Xero has released its first-ever data-based measurement of small business productivity, using anonymised data from Xero Small Business Insights (XSBI) to calculate the dollar value produced per hour worked by a typical small business employee.
The numbers paint a static picture. In the March quarter, small business labour productivity averaged $74.00 per hour, down from $75.30 in the December quarter and below the long-term average of $76.30. Productivity per employee told a similar story, averaging $9,168.90, also below the long-run average of $9,137.00 and down on the previous quarter.
Xero New Zealand country manager Bridget Snelling says the lack of meaningful improvement, rather than any sharp decline, is the real concern.
“It’s disappointing we’re not seeing the kind of improvement needed to lift the small business economy,” Snelling says.
International comparisons make the picture starker. New Zealand has consistently trailed both Australia and the UK on small business productivity, regardless of how those two countries have performed against each other.

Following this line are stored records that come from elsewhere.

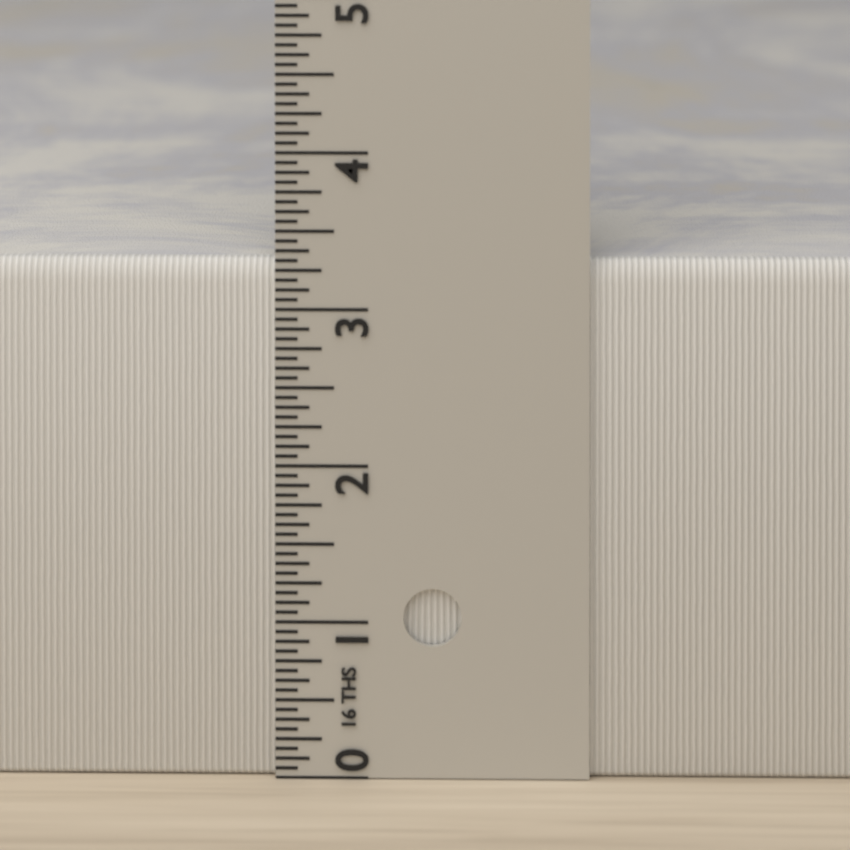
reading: 3.3125 in
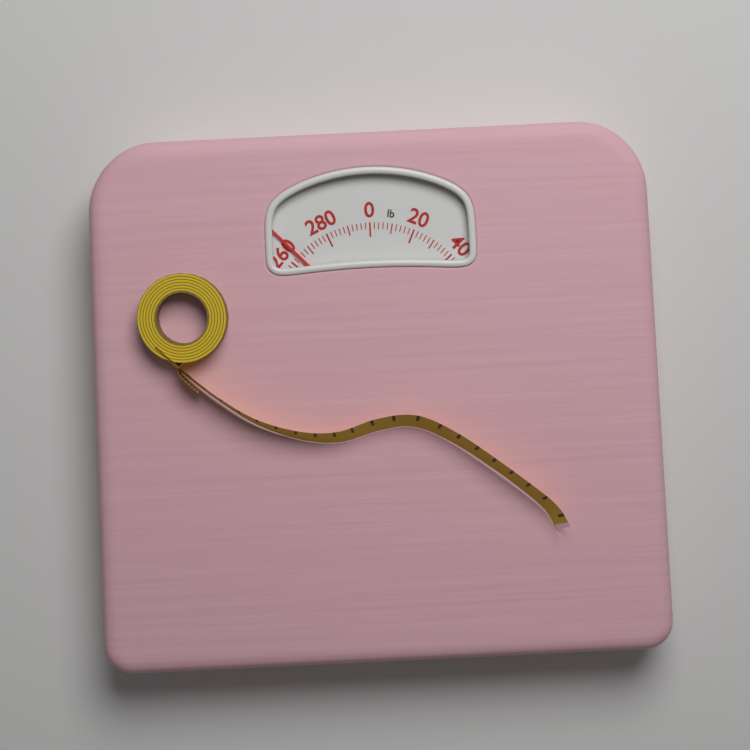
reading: 264 lb
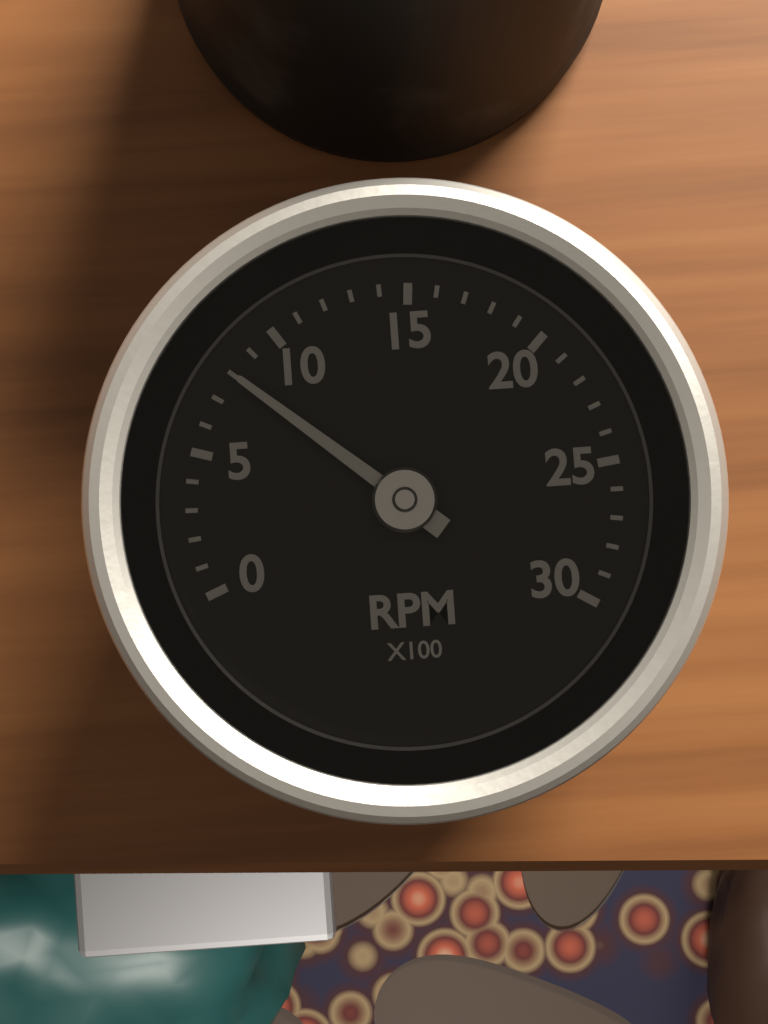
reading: 8 RPM x100
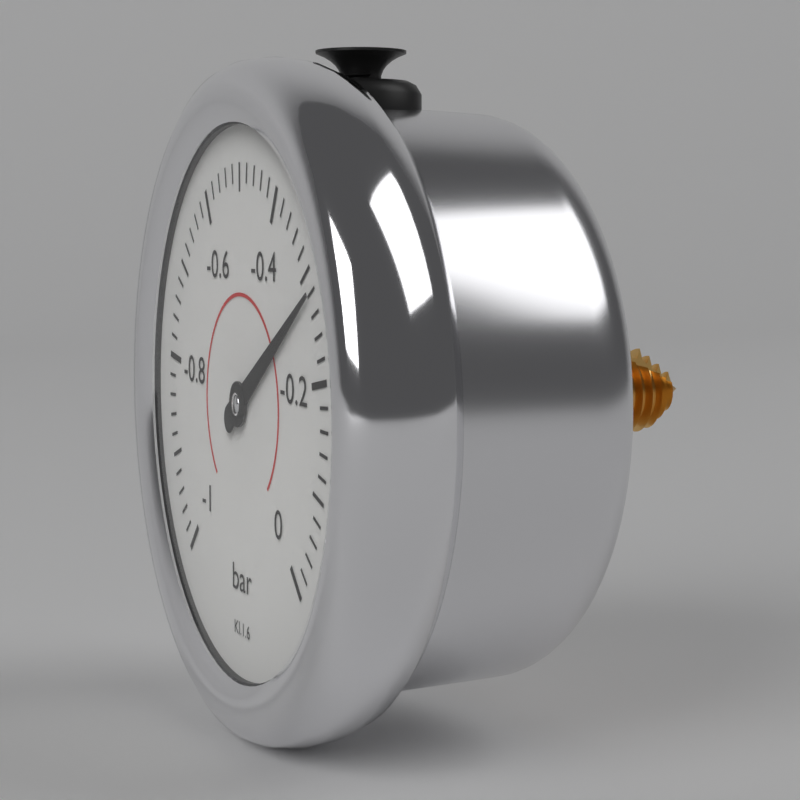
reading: -0.28 bar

“Falling behind international peers like Australia and the UK is a reminder that lifting productivity needs to be a long-term priority,” Snelling says.
“The encouraging part is that there are clear levers, from digital adoption to skills and process improvements, that can help close that gap over time. Our small businesses can’t afford to sit still, this needs to be a priority.”
Industry performance varied widely. Manufacturing, construction and real estate services ranked among the most productive sectors, while hospitality sat consistently at the bottom. Retail trade was the standout improver, with productivity up 9.1 percent year-on-year as retailers grew sales without adding hours worked.
Regionally, manufacturing-heavy Hawke’s Bay led the country, while tourism-dependent Otago lagged, though Otago also posted the strongest productivity growth of any region, up 7.4 percent year-on-year as tourism continues to recover.

Bridget Snelling, Xero’s Country Manager for Aotearoa New Zealand, says lifting small business productivity needs to be a long-term priority.
Confidence holds despite the numbers
The productivity data lands alongside Deloitte’s latest Asia Pacific CFO Pulse Survey, which found New Zealand CFOs deeply pessimistic about the broader economy but unexpectedly confident in their own organisations. Net sentiment on the global economy sat at -62 percent, more than twice as negative as the rest of Asia Pacific, yet 52 percent of CFOs remained optimistic about their own company’s performance over the next 12 months, with 55 percent expecting revenue growth.
Andrew Boivin, Deloitte New Zealand’s CFO Programme Leader, says that gap between gloom about the wider economy and confidence closer to home isn’t a contradiction, it reflects where finance leaders feel they have control.
“While our CFOs are looking at the global and domestic economies with real caution, they’re still prioritising growth, and not backing down on operational efficiency and investment in technology to drive performance,” Boivin says.
Read alongside Xero’s data, that focus on “controllable” growth raises a pointed question: Are New Zealand businesses, large and small, leaning on the right levers?
Deloitte’s survey found just 23 percent of NZ CFOs name technology or AI as a key growth driver, well behind the 30 percent recorded across Asia Pacific, and AI adoption, while widespread, remains shallow, with only 13 percent of organisations reporting extensive deployment.
For Boivin, the task ahead is about turning that cautious confidence into sustained execution.
“As economic and geopolitical uncertainty persists, finance leaders are focusing on what they can control, driving efficiency, strengthening resilience, and investing selectively in growth and technology to position their organisations for the future,” he says.
“The challenge for New Zealand businesses will be navigating ongoing uncertainty while positioning for long-term growth.”
Snelling agrees the tools to close the gap already exist — the harder part is using them.
“There are clear opportunities here,” she says. “Businesses that invest in the right processes, skills and digital tools are better placed to free up time, focus on customers, and drive growth.”